Not logged in   |   Create an Expo Exhibitor account   |   Log in
 MENU

July 2015

Craig Mongeau - July 2015

 

What should a manager reasonably be expected to control? That’s a question Sepp Blatter, the embattled former FIFA president, tried to answer in the wake of several members of his organization being indicted for bribery and money laundering by the FBI.

So what did Blatter say shortly after the charges were filed and calls for his resignation were becoming increasingly louder? “I can’t monitor everyone all the time,” he said.

His response was widely panned in the media and by soccer fans around the world, but mostly because they didn’t believe him, that he didn’t know all this corruption was taking place under his watch. But his response, nonetheless, highlights a common problem managers face all the time — is it possible for a manager to be truly and realistically responsible for everything his or her subordinates do, whether on or off the job? Managers are groomed, taught, trained to take responsibility when something goes wrong, to own up to the problem, and Blatter clearly was having no part of that — his response came across as cowardly, not exactly one of those “the buck stops here” moments. Yet people make mistakes and bad decisions and managers can suffer the fallout from those, even if there were nothing that could have been done to prevent it.

Whether or not a manager loses his or her job as a result of the subordinate’s mistake can depend on how egregious it is or how the manager’s boss views what could have been done to prevent it. Most supervisors, however, understand that things happen and are willing to give the manager a pass. But the Blatter resignation calls into light another and even more important “boss” who ultimately has the final say and defines what the manager is responsible for — the fans, the residents, the readers, and the customers. If they believe a manager did everything that he or she could have done to prevent the problem, then he or she is OK: own up to it and endeavor to ensure it never happens again. But if they believe the manager should have known and could have stopped it, the buck stops right there, with the manager, whether they like it not — something Blatter forgot or at least took awhile to figure out.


What to work on: Return each entry word for word. Leave the images out.

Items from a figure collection
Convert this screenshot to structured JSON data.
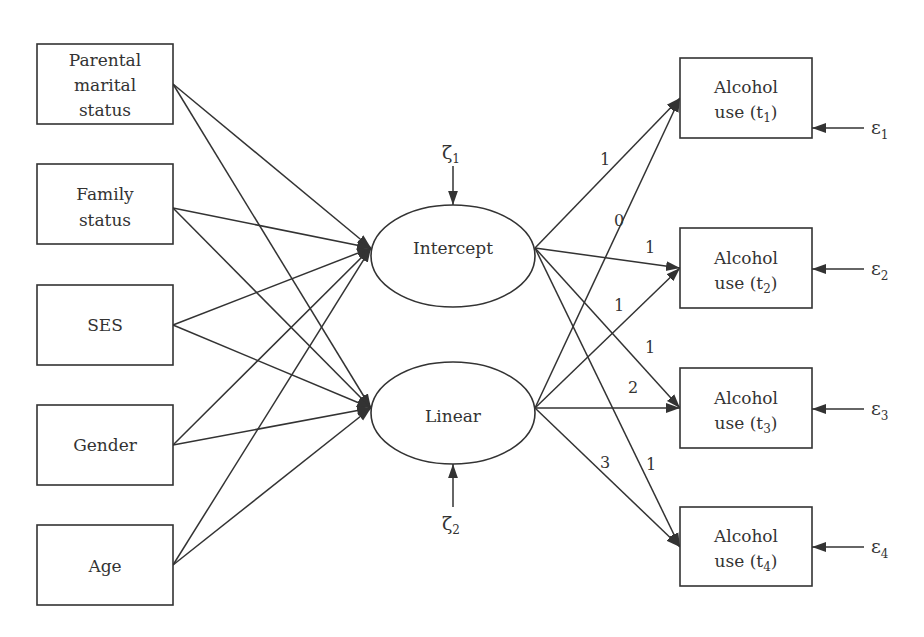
{
  "diagram": {
    "type": "latent growth curve model path diagram",
    "predictors": [
      {
        "id": "parental_marital_status",
        "lines": [
          "Parental",
          "marital",
          "status"
        ]
      },
      {
        "id": "family_status",
        "lines": [
          "Family",
          "status"
        ]
      },
      {
        "id": "ses",
        "lines": [
          "SES"
        ]
      },
      {
        "id": "gender",
        "lines": [
          "Gender"
        ]
      },
      {
        "id": "age",
        "lines": [
          "Age"
        ]
      }
    ],
    "latent_factors": [
      {
        "id": "intercept",
        "label": "Intercept",
        "disturbance": {
          "symbol": "ζ",
          "subscript": "1"
        }
      },
      {
        "id": "linear",
        "label": "Linear",
        "disturbance": {
          "symbol": "ζ",
          "subscript": "2"
        }
      }
    ],
    "outcomes": [
      {
        "id": "t1",
        "line1": "Alcohol",
        "line2_prefix": "use (t",
        "subscript": "1",
        "line2_suffix": ")",
        "error": {
          "symbol": "ε",
          "subscript": "1"
        }
      },
      {
        "id": "t2",
        "line1": "Alcohol",
        "line2_prefix": "use (t",
        "subscript": "2",
        "line2_suffix": ")",
        "error": {
          "symbol": "ε",
          "subscript": "2"
        }
      },
      {
        "id": "t3",
        "line1": "Alcohol",
        "line2_prefix": "use (t",
        "subscript": "3",
        "line2_suffix": ")",
        "error": {
          "symbol": "ε",
          "subscript": "3"
        }
      },
      {
        "id": "t4",
        "line1": "Alcohol",
        "line2_prefix": "use (t",
        "subscript": "4",
        "line2_suffix": ")",
        "error": {
          "symbol": "ε",
          "subscript": "4"
        }
      }
    ],
    "loadings": {
      "intercept": [
        "1",
        "1",
        "1",
        "1"
      ],
      "linear": [
        "0",
        "1",
        "2",
        "3"
      ]
    },
    "paths_predictors_to_factors": "every predictor has a directed path to both Intercept and Linear"
  }
}
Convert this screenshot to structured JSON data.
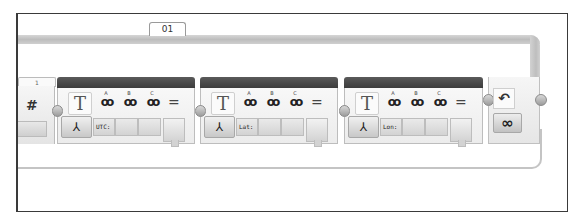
{
  "loop": {
    "tab_label": "01",
    "end_block": {
      "loop_icon": "loop-arrow-icon",
      "mode_label": "∞",
      "mode": "unlimited"
    }
  },
  "previous_block": {
    "tab_label": "1",
    "icon_label": "#"
  },
  "text_blocks": [
    {
      "icon_label": "T",
      "mode_icon": "merge-icon",
      "inputs": [
        "A",
        "B",
        "C"
      ],
      "values": [
        "UTC:",
        "",
        ""
      ],
      "equals": "="
    },
    {
      "icon_label": "T",
      "mode_icon": "merge-icon",
      "inputs": [
        "A",
        "B",
        "C"
      ],
      "values": [
        "Lat:",
        "",
        ""
      ],
      "equals": "="
    },
    {
      "icon_label": "T",
      "mode_icon": "merge-icon",
      "inputs": [
        "A",
        "B",
        "C"
      ],
      "values": [
        "Lon:",
        "",
        ""
      ],
      "equals": "="
    }
  ],
  "glyphs": {
    "link": "ꝏ",
    "merge": "⅄",
    "loop": "↶"
  }
}
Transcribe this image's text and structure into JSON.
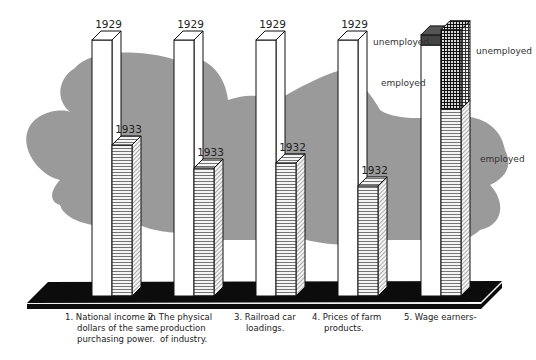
{
  "chart_data": {
    "type": "bar",
    "title": "",
    "xlabel": "",
    "ylabel": "",
    "ylim": [
      0,
      100
    ],
    "units": "percent of 1929 level",
    "grid": false,
    "legend": "none",
    "style": "3d-pictorial",
    "colors": {
      "cloud": "#9a9a9a",
      "base": "#0c0c0c",
      "outline": "#111111",
      "hatch_employed": "#555555",
      "unemployed_dark": "#2a2a2a"
    },
    "categories": [
      {
        "label": "1.  National income in\ndollars of the same\npurchasing power.",
        "lines": [
          "1.  National income in",
          "dollars of the same",
          "purchasing power."
        ],
        "bars": [
          {
            "year": "1929",
            "value": 100,
            "pattern": "white"
          },
          {
            "year": "1933",
            "value": 59,
            "pattern": "hatched"
          }
        ]
      },
      {
        "label": "2.  The physical\nproduction\nof industry.",
        "lines": [
          "2.  The physical",
          "production",
          "of industry."
        ],
        "bars": [
          {
            "year": "1929",
            "value": 100,
            "pattern": "white"
          },
          {
            "year": "1933",
            "value": 50,
            "pattern": "hatched"
          }
        ]
      },
      {
        "label": "3.  Railroad car\nloadings.",
        "lines": [
          "3.  Railroad car",
          "loadings."
        ],
        "bars": [
          {
            "year": "1929",
            "value": 100,
            "pattern": "white"
          },
          {
            "year": "1932",
            "value": 52,
            "pattern": "hatched"
          }
        ]
      },
      {
        "label": "4.  Prices of farm\nproducts.",
        "lines": [
          "4.  Prices of farm",
          "products."
        ],
        "bars": [
          {
            "year": "1929",
            "value": 100,
            "pattern": "white"
          },
          {
            "year": "1932",
            "value": 43,
            "pattern": "hatched"
          }
        ]
      },
      {
        "label": "5.  Wage earners-",
        "lines": [
          "5.  Wage earners-"
        ],
        "bars": [
          {
            "year": "",
            "value": 102,
            "pattern": "stacked",
            "segments": [
              {
                "name": "employed",
                "value": 98,
                "pattern": "white"
              },
              {
                "name": "unemployed",
                "value": 4,
                "pattern": "dark"
              }
            ]
          },
          {
            "year": "",
            "value": 104,
            "pattern": "stacked",
            "segments": [
              {
                "name": "employed",
                "value": 73,
                "pattern": "hatched"
              },
              {
                "name": "unemployed",
                "value": 31,
                "pattern": "crosshatch"
              }
            ]
          }
        ]
      }
    ],
    "annotations": [
      "unemployed",
      "employed",
      "unemployed",
      "employed"
    ]
  }
}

Written answer:
Convert this screenshot to structured JSON data.
{
  "diagram": {
    "type": "latent growth curve model path diagram",
    "predictors": [
      {
        "id": "parental_marital_status",
        "lines": [
          "Parental",
          "marital",
          "status"
        ]
      },
      {
        "id": "family_status",
        "lines": [
          "Family",
          "status"
        ]
      },
      {
        "id": "ses",
        "lines": [
          "SES"
        ]
      },
      {
        "id": "gender",
        "lines": [
          "Gender"
        ]
      },
      {
        "id": "age",
        "lines": [
          "Age"
        ]
      }
    ],
    "latent_factors": [
      {
        "id": "intercept",
        "label": "Intercept",
        "disturbance": {
          "symbol": "ζ",
          "subscript": "1"
        }
      },
      {
        "id": "linear",
        "label": "Linear",
        "disturbance": {
          "symbol": "ζ",
          "subscript": "2"
        }
      }
    ],
    "outcomes": [
      {
        "id": "t1",
        "line1": "Alcohol",
        "line2_prefix": "use (t",
        "subscript": "1",
        "line2_suffix": ")",
        "error": {
          "symbol": "ε",
          "subscript": "1"
        }
      },
      {
        "id": "t2",
        "line1": "Alcohol",
        "line2_prefix": "use (t",
        "subscript": "2",
        "line2_suffix": ")",
        "error": {
          "symbol": "ε",
          "subscript": "2"
        }
      },
      {
        "id": "t3",
        "line1": "Alcohol",
        "line2_prefix": "use (t",
        "subscript": "3",
        "line2_suffix": ")",
        "error": {
          "symbol": "ε",
          "subscript": "3"
        }
      },
      {
        "id": "t4",
        "line1": "Alcohol",
        "line2_prefix": "use (t",
        "subscript": "4",
        "line2_suffix": ")",
        "error": {
          "symbol": "ε",
          "subscript": "4"
        }
      }
    ],
    "loadings": {
      "intercept": [
        "1",
        "1",
        "1",
        "1"
      ],
      "linear": [
        "0",
        "1",
        "2",
        "3"
      ]
    },
    "paths_predictors_to_factors": "every predictor has a directed path to both Intercept and Linear"
  }
}
Convert this screenshot to structured JSON data.
{
  "loop": {
    "tab_label": "01",
    "end_block": {
      "loop_icon": "loop-arrow-icon",
      "mode_label": "∞",
      "mode": "unlimited"
    }
  },
  "previous_block": {
    "tab_label": "1",
    "icon_label": "#"
  },
  "text_blocks": [
    {
      "icon_label": "T",
      "mode_icon": "merge-icon",
      "inputs": [
        "A",
        "B",
        "C"
      ],
      "values": [
        "UTC:",
        "",
        ""
      ],
      "equals": "="
    },
    {
      "icon_label": "T",
      "mode_icon": "merge-icon",
      "inputs": [
        "A",
        "B",
        "C"
      ],
      "values": [
        "Lat:",
        "",
        ""
      ],
      "equals": "="
    },
    {
      "icon_label": "T",
      "mode_icon": "merge-icon",
      "inputs": [
        "A",
        "B",
        "C"
      ],
      "values": [
        "Lon:",
        "",
        ""
      ],
      "equals": "="
    }
  ],
  "glyphs": {
    "link": "ꝏ",
    "merge": "⅄",
    "loop": "↶"
  }
}
Transcribe this image's text and structure into JSON.
{
  "chart_data": {
    "type": "bar",
    "title": "",
    "xlabel": "",
    "ylabel": "",
    "ylim": [
      0,
      100
    ],
    "units": "percent of 1929 level",
    "grid": false,
    "legend": "none",
    "style": "3d-pictorial",
    "colors": {
      "cloud": "#9a9a9a",
      "base": "#0c0c0c",
      "outline": "#111111",
      "hatch_employed": "#555555",
      "unemployed_dark": "#2a2a2a"
    },
    "categories": [
      {
        "label": "1.  National income in\ndollars of the same\npurchasing power.",
        "lines": [
          "1.  National income in",
          "dollars of the same",
          "purchasing power."
        ],
        "bars": [
          {
            "year": "1929",
            "value": 100,
            "pattern": "white"
          },
          {
            "year": "1933",
            "value": 59,
            "pattern": "hatched"
          }
        ]
      },
      {
        "label": "2.  The physical\nproduction\nof industry.",
        "lines": [
          "2.  The physical",
          "production",
          "of industry."
        ],
        "bars": [
          {
            "year": "1929",
            "value": 100,
            "pattern": "white"
          },
          {
            "year": "1933",
            "value": 50,
            "pattern": "hatched"
          }
        ]
      },
      {
        "label": "3.  Railroad car\nloadings.",
        "lines": [
          "3.  Railroad car",
          "loadings."
        ],
        "bars": [
          {
            "year": "1929",
            "value": 100,
            "pattern": "white"
          },
          {
            "year": "1932",
            "value": 52,
            "pattern": "hatched"
          }
        ]
      },
      {
        "label": "4.  Prices of farm\nproducts.",
        "lines": [
          "4.  Prices of farm",
          "products."
        ],
        "bars": [
          {
            "year": "1929",
            "value": 100,
            "pattern": "white"
          },
          {
            "year": "1932",
            "value": 43,
            "pattern": "hatched"
          }
        ]
      },
      {
        "label": "5.  Wage earners-",
        "lines": [
          "5.  Wage earners-"
        ],
        "bars": [
          {
            "year": "",
            "value": 102,
            "pattern": "stacked",
            "segments": [
              {
                "name": "employed",
                "value": 98,
                "pattern": "white"
              },
              {
                "name": "unemployed",
                "value": 4,
                "pattern": "dark"
              }
            ]
          },
          {
            "year": "",
            "value": 104,
            "pattern": "stacked",
            "segments": [
              {
                "name": "employed",
                "value": 73,
                "pattern": "hatched"
              },
              {
                "name": "unemployed",
                "value": 31,
                "pattern": "crosshatch"
              }
            ]
          }
        ]
      }
    ],
    "annotations": [
      "unemployed",
      "employed",
      "unemployed",
      "employed"
    ]
  }
}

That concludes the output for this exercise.